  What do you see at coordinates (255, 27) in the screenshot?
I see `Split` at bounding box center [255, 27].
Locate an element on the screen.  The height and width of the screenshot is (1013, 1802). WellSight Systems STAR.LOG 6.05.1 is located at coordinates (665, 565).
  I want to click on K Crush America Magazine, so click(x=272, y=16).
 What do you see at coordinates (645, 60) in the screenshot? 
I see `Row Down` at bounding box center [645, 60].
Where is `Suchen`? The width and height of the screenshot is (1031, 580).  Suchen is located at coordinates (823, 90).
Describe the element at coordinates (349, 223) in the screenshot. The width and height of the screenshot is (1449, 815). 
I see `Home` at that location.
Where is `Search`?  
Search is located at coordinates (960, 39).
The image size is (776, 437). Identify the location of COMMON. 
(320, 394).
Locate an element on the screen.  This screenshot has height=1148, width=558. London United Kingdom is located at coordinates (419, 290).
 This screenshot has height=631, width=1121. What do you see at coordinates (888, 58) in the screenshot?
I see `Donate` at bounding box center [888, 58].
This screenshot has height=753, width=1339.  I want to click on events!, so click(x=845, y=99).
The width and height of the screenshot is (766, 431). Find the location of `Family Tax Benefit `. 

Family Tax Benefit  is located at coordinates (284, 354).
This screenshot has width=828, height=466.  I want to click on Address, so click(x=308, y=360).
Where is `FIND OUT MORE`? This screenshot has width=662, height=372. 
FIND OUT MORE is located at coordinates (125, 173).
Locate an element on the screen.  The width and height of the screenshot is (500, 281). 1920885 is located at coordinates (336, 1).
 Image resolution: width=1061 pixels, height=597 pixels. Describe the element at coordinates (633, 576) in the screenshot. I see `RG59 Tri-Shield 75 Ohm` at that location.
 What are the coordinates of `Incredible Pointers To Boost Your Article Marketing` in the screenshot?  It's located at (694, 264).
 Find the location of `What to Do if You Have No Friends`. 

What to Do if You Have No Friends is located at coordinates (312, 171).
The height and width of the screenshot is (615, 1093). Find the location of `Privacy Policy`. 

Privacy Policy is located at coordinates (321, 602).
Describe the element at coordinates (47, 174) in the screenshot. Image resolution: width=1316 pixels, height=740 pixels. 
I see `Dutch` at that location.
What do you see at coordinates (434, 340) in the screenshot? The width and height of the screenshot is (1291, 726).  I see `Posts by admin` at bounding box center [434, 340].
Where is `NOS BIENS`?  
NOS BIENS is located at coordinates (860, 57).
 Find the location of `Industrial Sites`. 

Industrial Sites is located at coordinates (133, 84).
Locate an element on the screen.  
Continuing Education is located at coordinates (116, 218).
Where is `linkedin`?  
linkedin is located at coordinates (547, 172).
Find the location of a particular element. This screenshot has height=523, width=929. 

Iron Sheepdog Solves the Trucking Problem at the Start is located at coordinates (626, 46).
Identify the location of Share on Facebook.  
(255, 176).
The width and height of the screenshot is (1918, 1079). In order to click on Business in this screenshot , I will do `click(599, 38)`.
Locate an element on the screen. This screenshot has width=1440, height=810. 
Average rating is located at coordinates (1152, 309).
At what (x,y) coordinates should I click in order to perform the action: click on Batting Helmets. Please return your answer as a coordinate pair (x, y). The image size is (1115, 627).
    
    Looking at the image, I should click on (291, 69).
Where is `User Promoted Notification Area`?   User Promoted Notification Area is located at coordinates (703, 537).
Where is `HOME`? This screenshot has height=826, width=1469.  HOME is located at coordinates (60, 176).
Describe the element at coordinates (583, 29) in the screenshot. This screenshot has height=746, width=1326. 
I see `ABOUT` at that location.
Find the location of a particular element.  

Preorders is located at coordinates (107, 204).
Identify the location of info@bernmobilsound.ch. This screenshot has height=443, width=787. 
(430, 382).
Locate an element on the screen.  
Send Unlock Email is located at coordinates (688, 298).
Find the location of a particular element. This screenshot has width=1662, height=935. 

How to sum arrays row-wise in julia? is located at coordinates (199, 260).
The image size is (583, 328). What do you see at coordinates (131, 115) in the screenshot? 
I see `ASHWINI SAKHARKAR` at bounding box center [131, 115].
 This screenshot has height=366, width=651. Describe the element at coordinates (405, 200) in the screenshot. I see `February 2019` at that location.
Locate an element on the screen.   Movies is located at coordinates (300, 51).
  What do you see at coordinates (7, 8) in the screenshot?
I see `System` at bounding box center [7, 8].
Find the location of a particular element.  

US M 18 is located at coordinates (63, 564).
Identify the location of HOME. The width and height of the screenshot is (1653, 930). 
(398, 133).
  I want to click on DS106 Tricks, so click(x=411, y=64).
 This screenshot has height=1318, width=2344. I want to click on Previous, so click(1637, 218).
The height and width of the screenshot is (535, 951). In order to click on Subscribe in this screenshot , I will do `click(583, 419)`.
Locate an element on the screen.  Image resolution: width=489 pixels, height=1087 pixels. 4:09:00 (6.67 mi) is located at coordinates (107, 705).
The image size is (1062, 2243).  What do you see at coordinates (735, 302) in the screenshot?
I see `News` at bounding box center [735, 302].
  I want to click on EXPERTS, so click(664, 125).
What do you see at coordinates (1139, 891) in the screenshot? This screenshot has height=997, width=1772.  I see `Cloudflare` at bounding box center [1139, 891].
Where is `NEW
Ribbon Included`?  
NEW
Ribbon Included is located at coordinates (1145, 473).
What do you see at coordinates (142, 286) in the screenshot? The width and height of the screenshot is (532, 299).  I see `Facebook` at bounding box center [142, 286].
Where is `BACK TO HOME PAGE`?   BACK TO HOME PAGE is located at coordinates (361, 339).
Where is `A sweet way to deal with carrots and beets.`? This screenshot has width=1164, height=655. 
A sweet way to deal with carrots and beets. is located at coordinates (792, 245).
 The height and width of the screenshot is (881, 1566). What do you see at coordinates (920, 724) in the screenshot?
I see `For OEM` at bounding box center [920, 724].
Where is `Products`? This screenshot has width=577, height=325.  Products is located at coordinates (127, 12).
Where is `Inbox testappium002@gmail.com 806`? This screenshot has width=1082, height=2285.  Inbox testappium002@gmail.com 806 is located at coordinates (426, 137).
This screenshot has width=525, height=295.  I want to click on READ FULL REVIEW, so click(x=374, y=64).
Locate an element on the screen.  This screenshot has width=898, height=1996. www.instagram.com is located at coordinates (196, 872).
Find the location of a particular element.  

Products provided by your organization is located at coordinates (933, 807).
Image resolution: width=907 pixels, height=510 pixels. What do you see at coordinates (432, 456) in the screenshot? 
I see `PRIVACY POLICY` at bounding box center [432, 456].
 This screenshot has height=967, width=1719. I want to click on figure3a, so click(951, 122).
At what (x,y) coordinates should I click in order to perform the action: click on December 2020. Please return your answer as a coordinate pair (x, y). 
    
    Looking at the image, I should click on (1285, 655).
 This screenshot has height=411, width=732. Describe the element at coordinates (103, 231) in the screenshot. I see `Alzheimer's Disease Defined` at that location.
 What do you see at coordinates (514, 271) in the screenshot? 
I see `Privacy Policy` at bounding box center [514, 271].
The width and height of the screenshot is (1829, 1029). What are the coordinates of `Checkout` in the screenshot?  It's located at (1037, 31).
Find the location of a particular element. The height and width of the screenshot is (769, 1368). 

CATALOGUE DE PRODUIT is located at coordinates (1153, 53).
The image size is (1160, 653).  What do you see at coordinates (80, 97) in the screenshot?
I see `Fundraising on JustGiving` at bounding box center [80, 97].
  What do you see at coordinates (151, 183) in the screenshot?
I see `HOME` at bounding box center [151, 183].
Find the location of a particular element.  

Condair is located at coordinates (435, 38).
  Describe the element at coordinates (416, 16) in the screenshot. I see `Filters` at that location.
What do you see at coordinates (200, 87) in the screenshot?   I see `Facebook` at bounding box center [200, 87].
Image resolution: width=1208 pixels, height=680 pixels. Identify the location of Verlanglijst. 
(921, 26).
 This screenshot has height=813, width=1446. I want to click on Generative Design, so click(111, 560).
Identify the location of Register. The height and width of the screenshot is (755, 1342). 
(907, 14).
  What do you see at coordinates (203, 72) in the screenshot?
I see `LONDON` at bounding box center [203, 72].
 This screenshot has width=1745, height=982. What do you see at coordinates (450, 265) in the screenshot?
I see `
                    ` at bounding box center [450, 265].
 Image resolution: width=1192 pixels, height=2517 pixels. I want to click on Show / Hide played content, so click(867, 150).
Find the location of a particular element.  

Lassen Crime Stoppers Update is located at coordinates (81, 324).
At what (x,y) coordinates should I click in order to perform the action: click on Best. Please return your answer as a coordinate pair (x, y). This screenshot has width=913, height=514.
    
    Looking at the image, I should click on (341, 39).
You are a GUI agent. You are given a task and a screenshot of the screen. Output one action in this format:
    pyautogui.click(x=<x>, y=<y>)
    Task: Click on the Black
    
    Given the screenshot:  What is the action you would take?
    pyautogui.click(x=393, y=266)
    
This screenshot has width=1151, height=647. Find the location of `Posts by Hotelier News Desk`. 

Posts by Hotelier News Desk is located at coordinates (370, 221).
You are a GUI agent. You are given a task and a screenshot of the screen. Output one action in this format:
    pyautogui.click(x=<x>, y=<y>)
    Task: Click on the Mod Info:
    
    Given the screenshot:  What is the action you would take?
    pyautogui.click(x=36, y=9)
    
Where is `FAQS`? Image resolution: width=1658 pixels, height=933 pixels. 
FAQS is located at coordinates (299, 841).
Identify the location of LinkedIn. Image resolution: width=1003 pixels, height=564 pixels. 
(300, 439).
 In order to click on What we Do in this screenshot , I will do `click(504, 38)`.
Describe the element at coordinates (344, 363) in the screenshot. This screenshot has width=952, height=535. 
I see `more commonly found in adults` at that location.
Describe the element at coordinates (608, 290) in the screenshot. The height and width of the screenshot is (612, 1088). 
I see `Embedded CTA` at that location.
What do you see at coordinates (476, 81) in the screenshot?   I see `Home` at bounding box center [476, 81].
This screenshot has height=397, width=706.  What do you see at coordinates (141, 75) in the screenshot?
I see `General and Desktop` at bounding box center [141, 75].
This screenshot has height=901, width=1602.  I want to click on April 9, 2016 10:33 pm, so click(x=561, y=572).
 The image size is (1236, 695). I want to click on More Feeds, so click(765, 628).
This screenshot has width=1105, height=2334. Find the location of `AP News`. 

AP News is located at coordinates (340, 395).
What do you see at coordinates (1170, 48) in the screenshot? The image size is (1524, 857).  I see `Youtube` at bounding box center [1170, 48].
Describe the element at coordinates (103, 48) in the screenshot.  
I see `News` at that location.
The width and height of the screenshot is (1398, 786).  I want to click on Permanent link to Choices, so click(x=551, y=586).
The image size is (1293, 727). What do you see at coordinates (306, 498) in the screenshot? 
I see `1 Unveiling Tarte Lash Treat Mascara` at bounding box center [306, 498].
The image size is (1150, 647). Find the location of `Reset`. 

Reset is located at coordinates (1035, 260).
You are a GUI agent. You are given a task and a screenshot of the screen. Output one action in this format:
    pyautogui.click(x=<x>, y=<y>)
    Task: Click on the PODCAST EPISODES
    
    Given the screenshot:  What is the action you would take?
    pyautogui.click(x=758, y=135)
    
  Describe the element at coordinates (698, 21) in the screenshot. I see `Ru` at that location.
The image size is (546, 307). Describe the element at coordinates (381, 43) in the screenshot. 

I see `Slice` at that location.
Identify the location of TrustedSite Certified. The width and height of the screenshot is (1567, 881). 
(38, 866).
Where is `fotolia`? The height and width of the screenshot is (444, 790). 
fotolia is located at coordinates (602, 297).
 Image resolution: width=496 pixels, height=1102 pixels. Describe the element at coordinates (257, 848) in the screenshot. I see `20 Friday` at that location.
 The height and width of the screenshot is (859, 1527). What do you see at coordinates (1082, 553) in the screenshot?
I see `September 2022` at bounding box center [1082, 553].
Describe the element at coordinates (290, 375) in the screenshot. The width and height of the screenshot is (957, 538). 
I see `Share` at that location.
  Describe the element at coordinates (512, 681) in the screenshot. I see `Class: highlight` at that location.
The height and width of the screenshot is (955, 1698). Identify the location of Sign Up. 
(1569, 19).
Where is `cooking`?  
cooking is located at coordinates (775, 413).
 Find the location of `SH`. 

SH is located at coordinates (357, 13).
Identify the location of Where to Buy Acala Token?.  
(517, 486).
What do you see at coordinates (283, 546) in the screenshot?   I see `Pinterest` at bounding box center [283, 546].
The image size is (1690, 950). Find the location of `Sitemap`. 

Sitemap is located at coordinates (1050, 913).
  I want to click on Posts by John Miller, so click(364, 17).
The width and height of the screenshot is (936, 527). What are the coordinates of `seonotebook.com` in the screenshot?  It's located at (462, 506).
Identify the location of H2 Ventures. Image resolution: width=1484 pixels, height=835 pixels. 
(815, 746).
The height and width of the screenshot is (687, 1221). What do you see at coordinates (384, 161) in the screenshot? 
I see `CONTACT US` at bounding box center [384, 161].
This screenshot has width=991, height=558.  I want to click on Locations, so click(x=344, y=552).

REQUIREMENT: Looking at the records above, say how many of their lines include the word "will", with no other words.

FINISHED EXERCISE: 3